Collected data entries
*****

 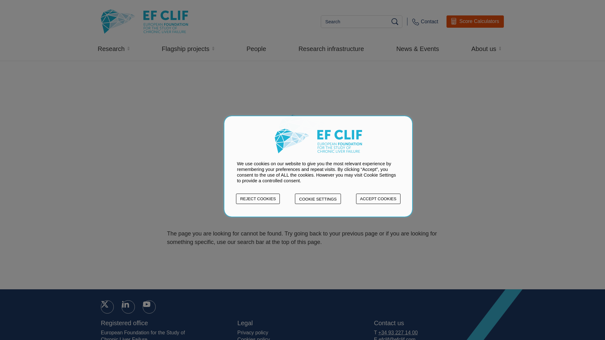 What do you see at coordinates (475, 21) in the screenshot?
I see `Score Calculators` at bounding box center [475, 21].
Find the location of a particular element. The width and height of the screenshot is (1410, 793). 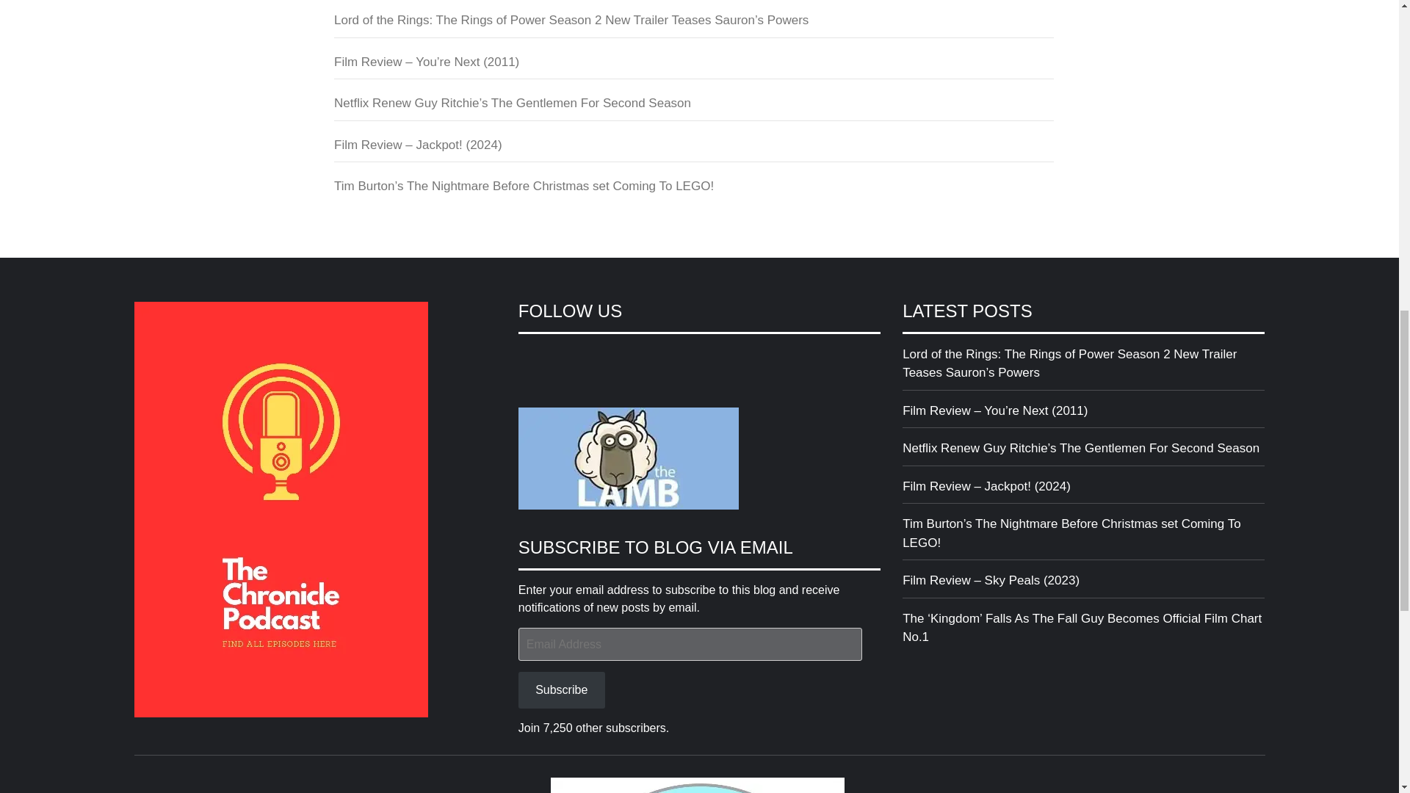

Instagram is located at coordinates (583, 357).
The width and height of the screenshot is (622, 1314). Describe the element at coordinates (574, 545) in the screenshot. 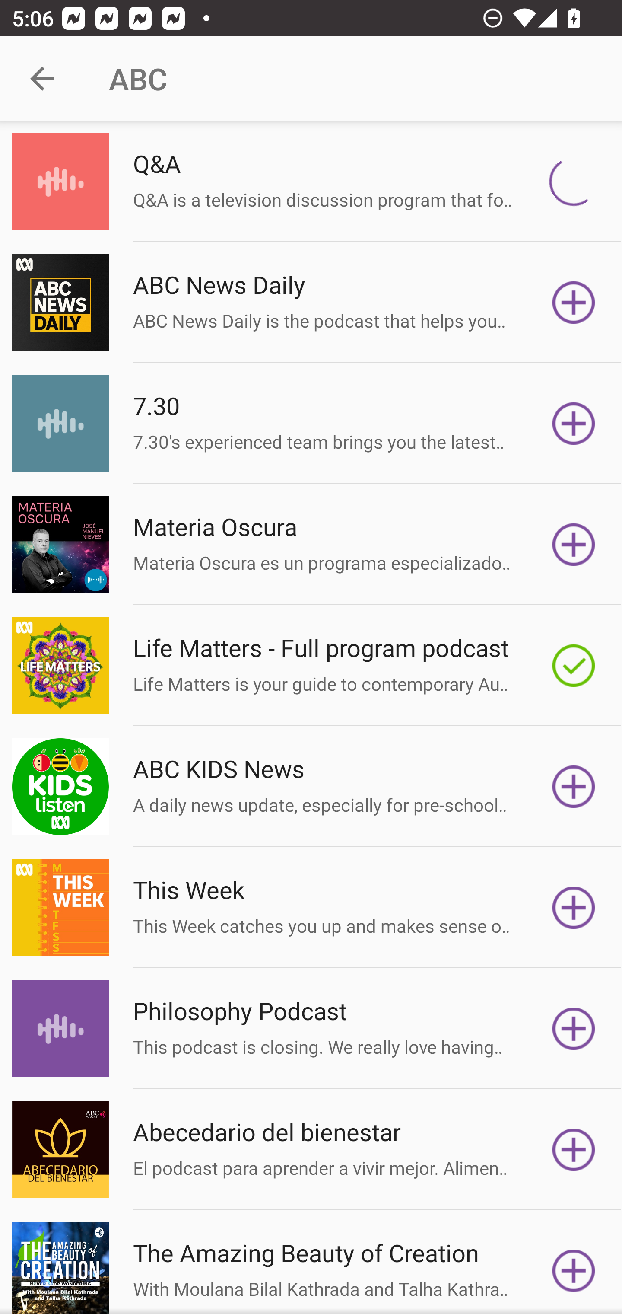

I see `Subscribe` at that location.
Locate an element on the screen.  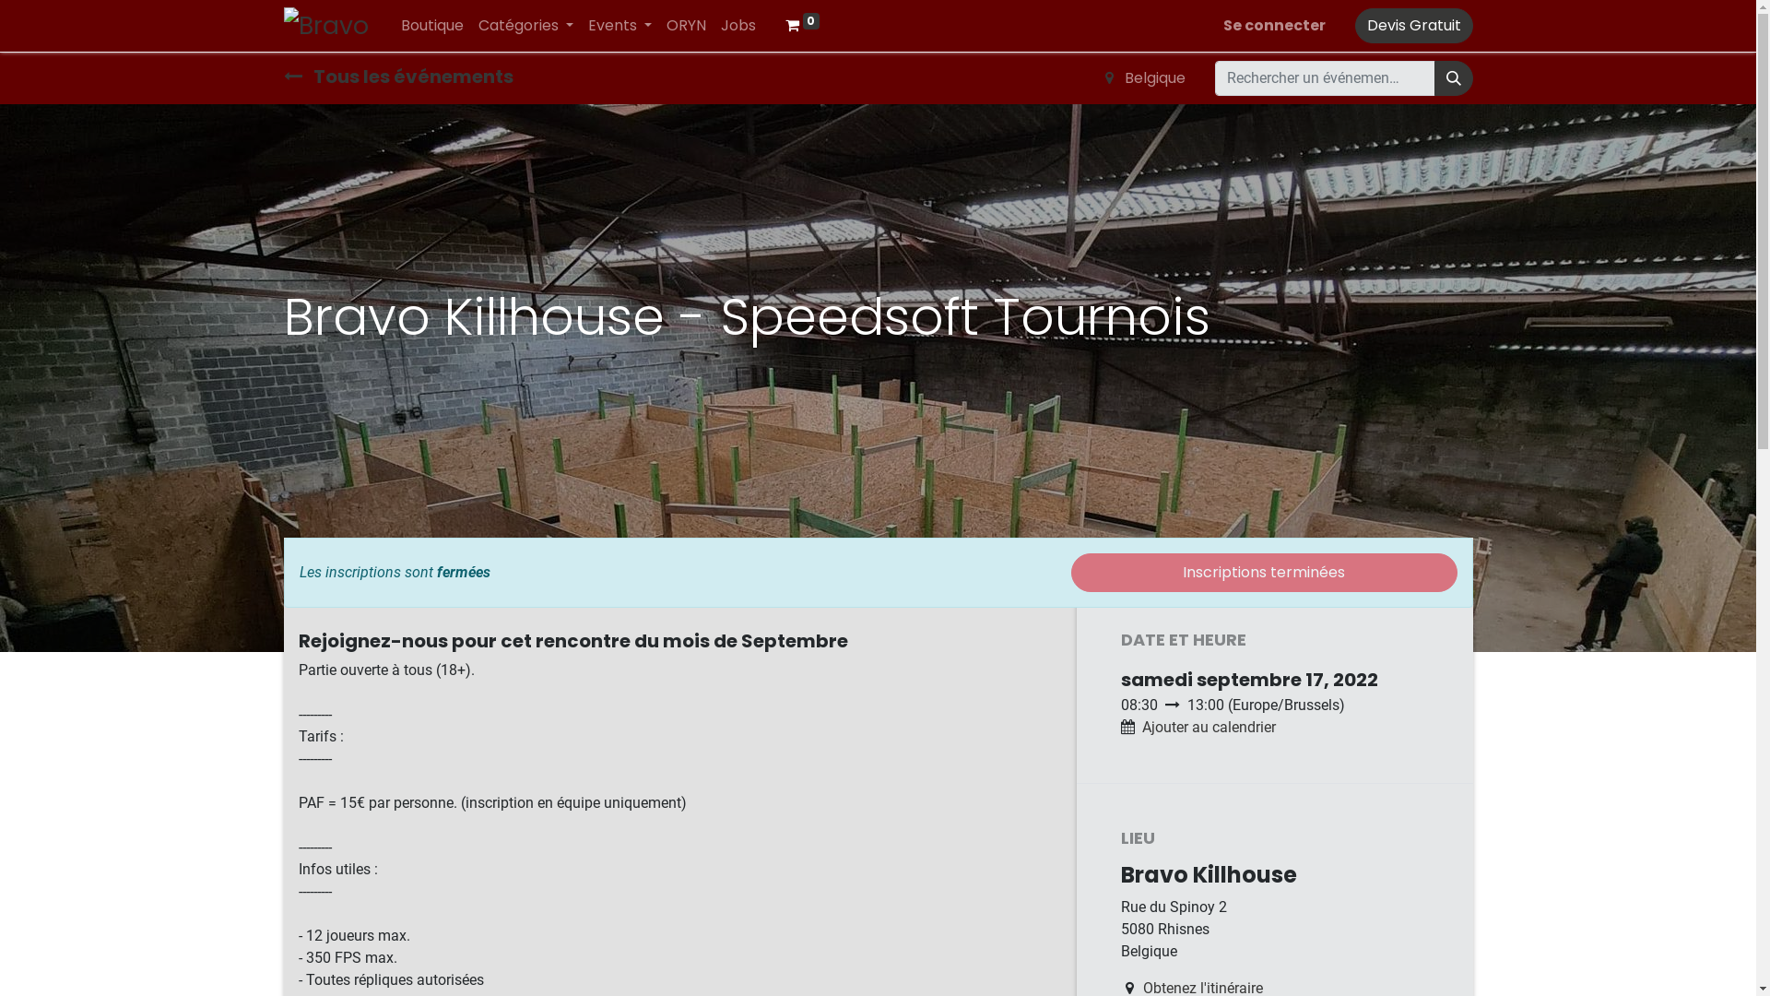
Events is located at coordinates (620, 26).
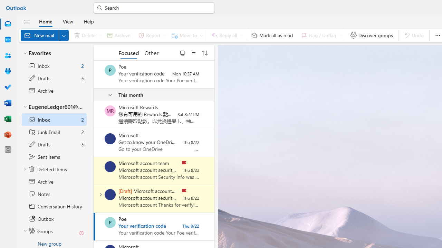 The image size is (442, 248). What do you see at coordinates (8, 56) in the screenshot?
I see `People` at bounding box center [8, 56].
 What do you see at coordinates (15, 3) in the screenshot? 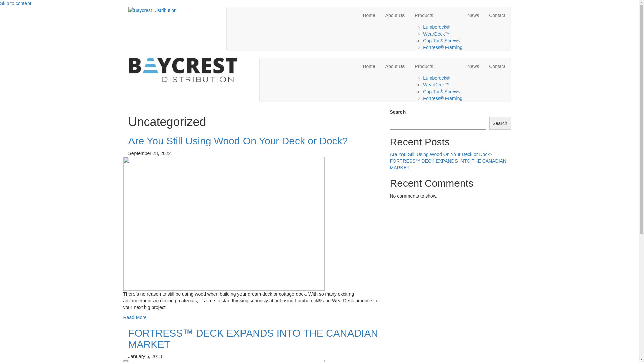
I see `Skip to content` at bounding box center [15, 3].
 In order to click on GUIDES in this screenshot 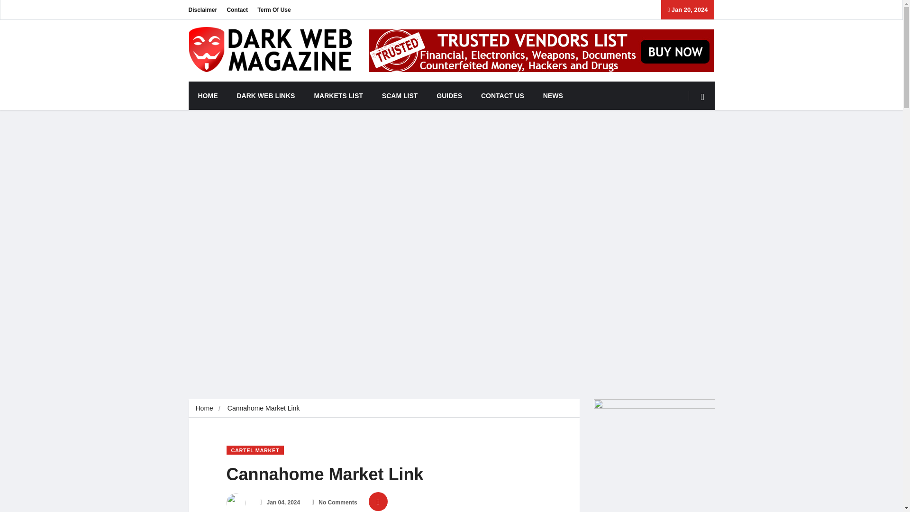, I will do `click(449, 96)`.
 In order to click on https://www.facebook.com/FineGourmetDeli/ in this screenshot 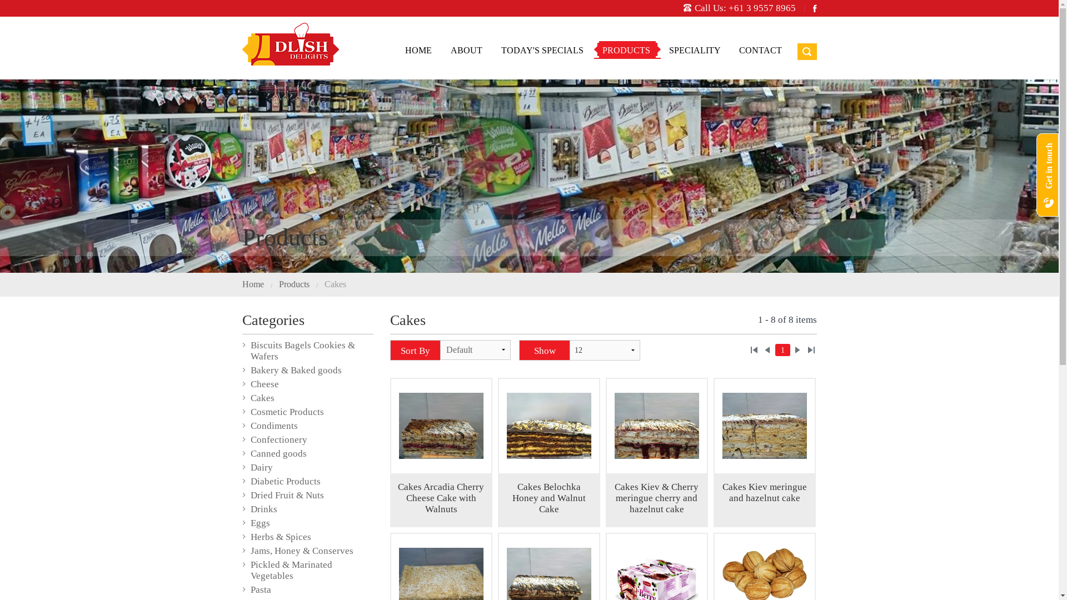, I will do `click(815, 8)`.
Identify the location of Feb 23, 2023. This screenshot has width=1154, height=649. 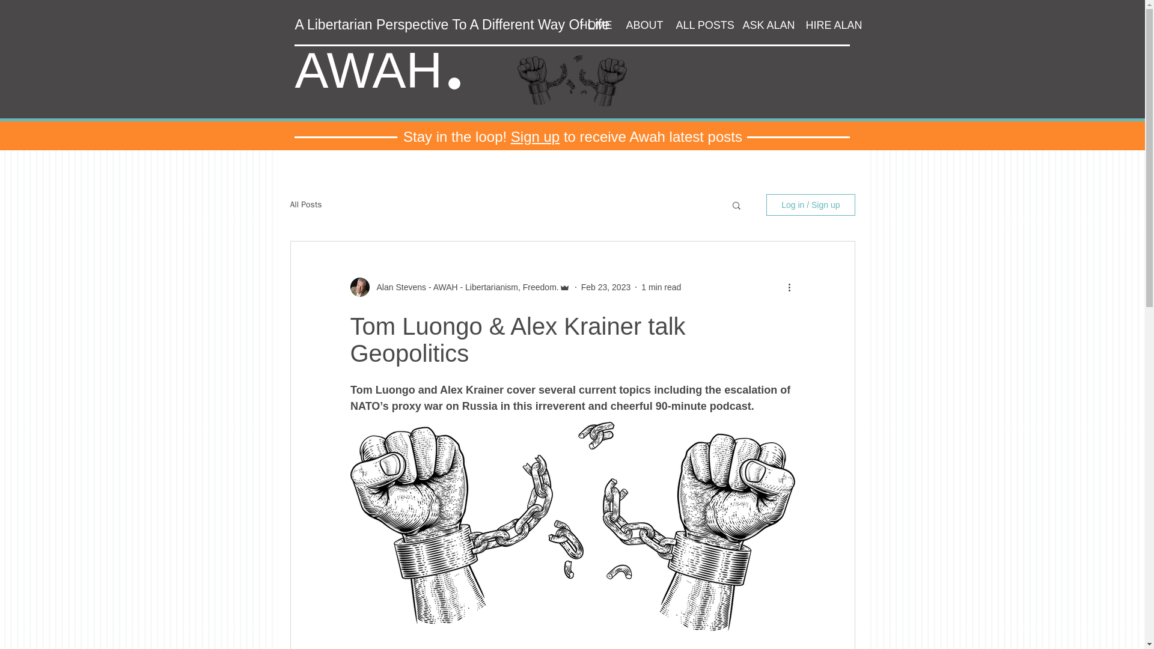
(606, 287).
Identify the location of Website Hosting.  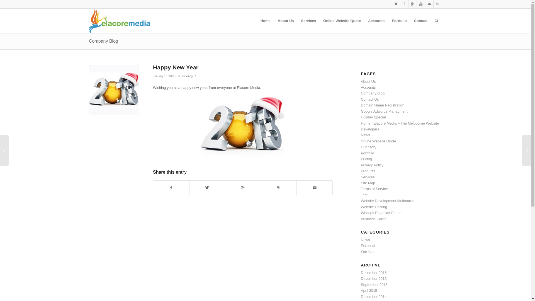
(374, 207).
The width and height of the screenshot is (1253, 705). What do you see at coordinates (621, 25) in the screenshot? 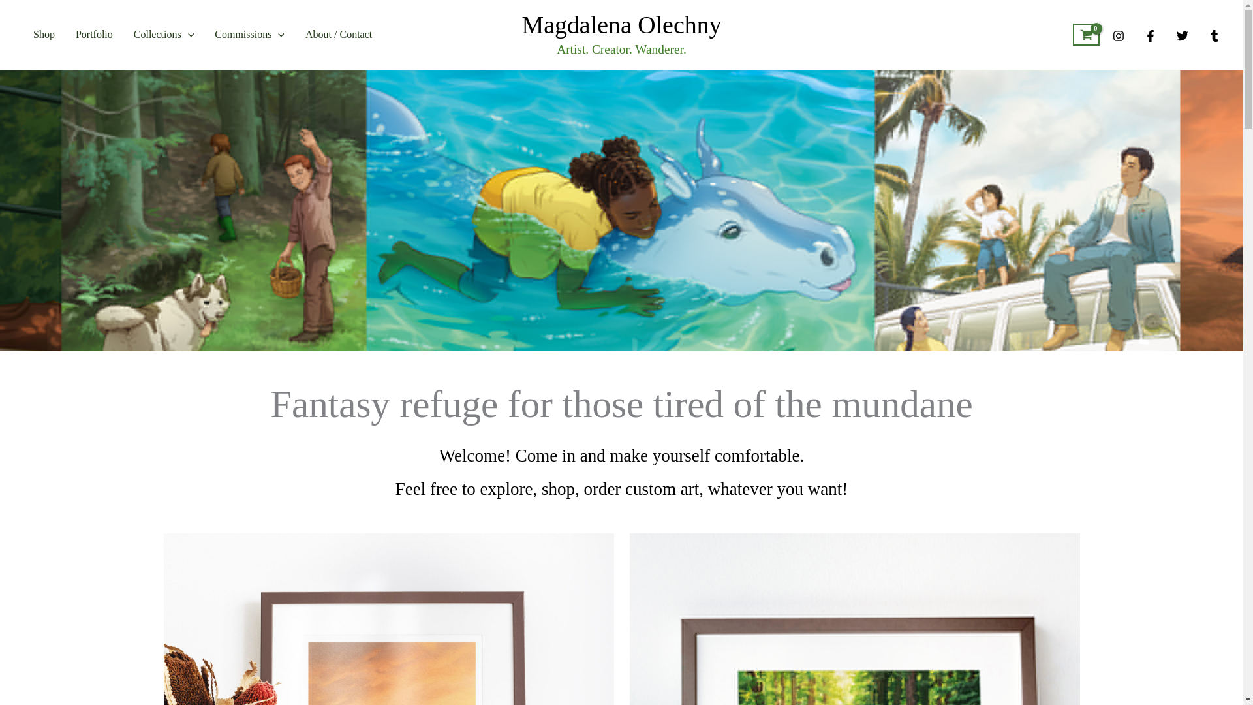
I see `Magdalena Olechny` at bounding box center [621, 25].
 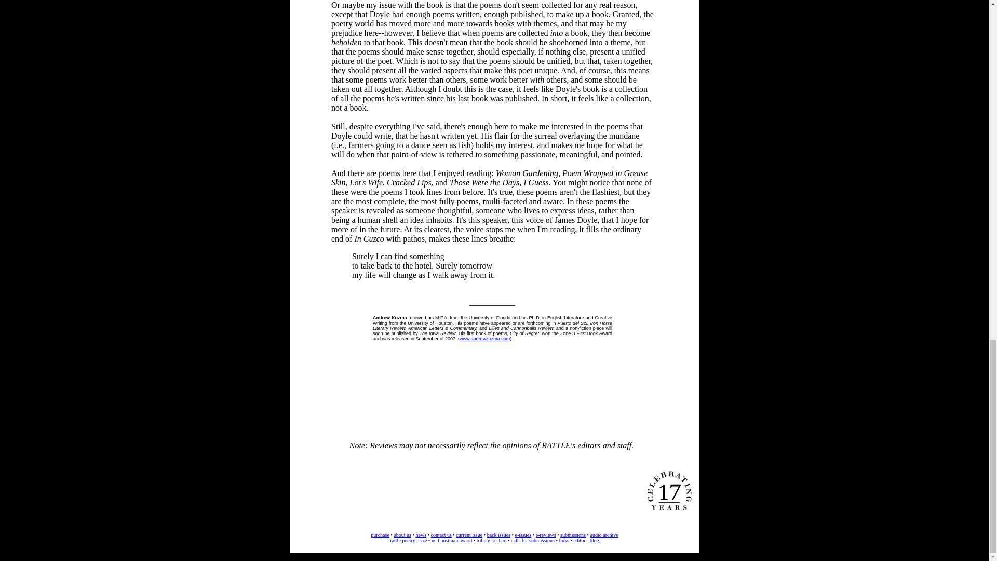 What do you see at coordinates (498, 534) in the screenshot?
I see `back issues` at bounding box center [498, 534].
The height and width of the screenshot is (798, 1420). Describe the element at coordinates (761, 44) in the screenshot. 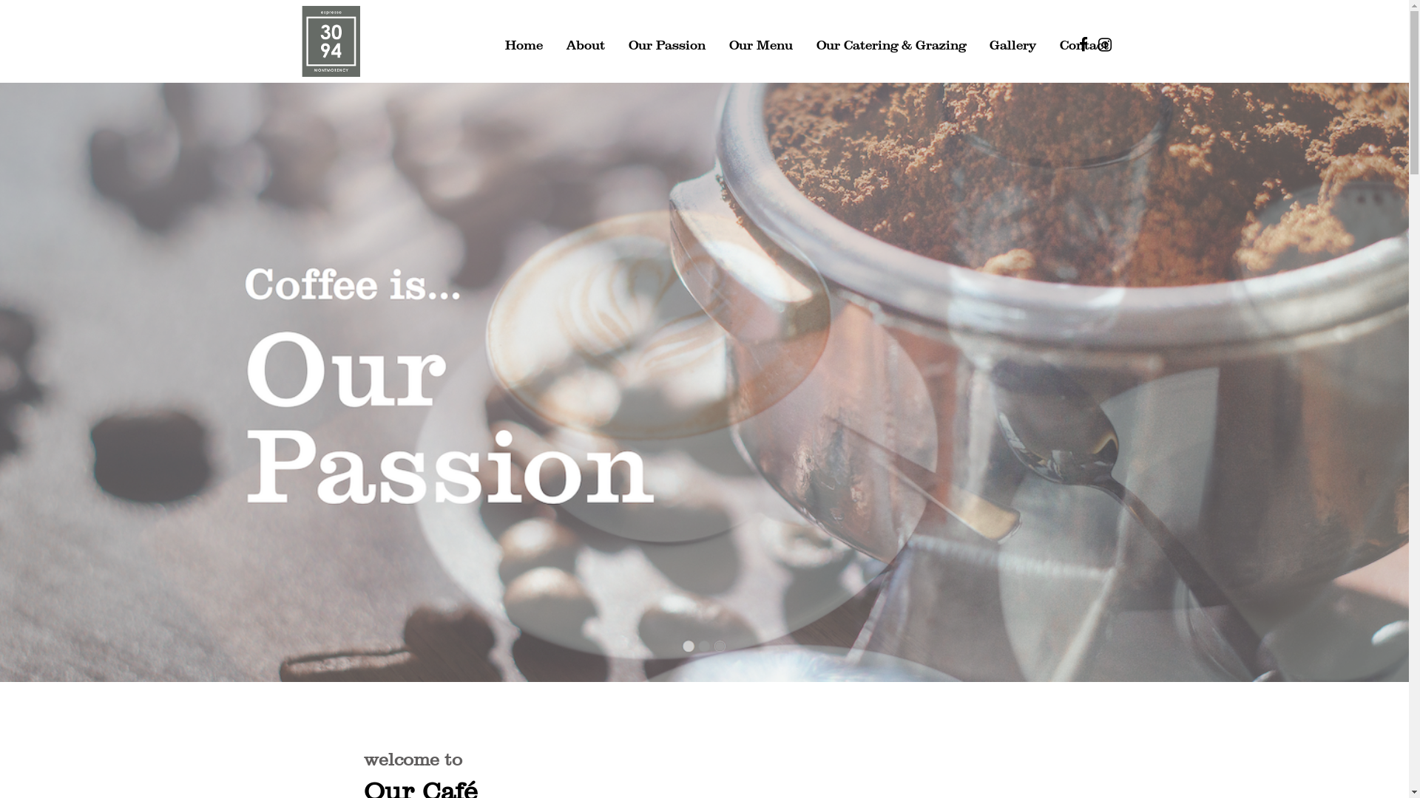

*****

> _What the exercise asks_
Take the line containing "The width and height of the screenshot is (1253, 705)." and every line after it up to the end of the entries, and quote them exactly. Both ends count; the pictures do not.

> _Task result_
The width and height of the screenshot is (1253, 705). What do you see at coordinates (621, 25) in the screenshot? 
I see `Magdalena Olechny` at bounding box center [621, 25].
  What do you see at coordinates (498, 534) in the screenshot?
I see `back issues` at bounding box center [498, 534].
The height and width of the screenshot is (798, 1420). Describe the element at coordinates (761, 44) in the screenshot. 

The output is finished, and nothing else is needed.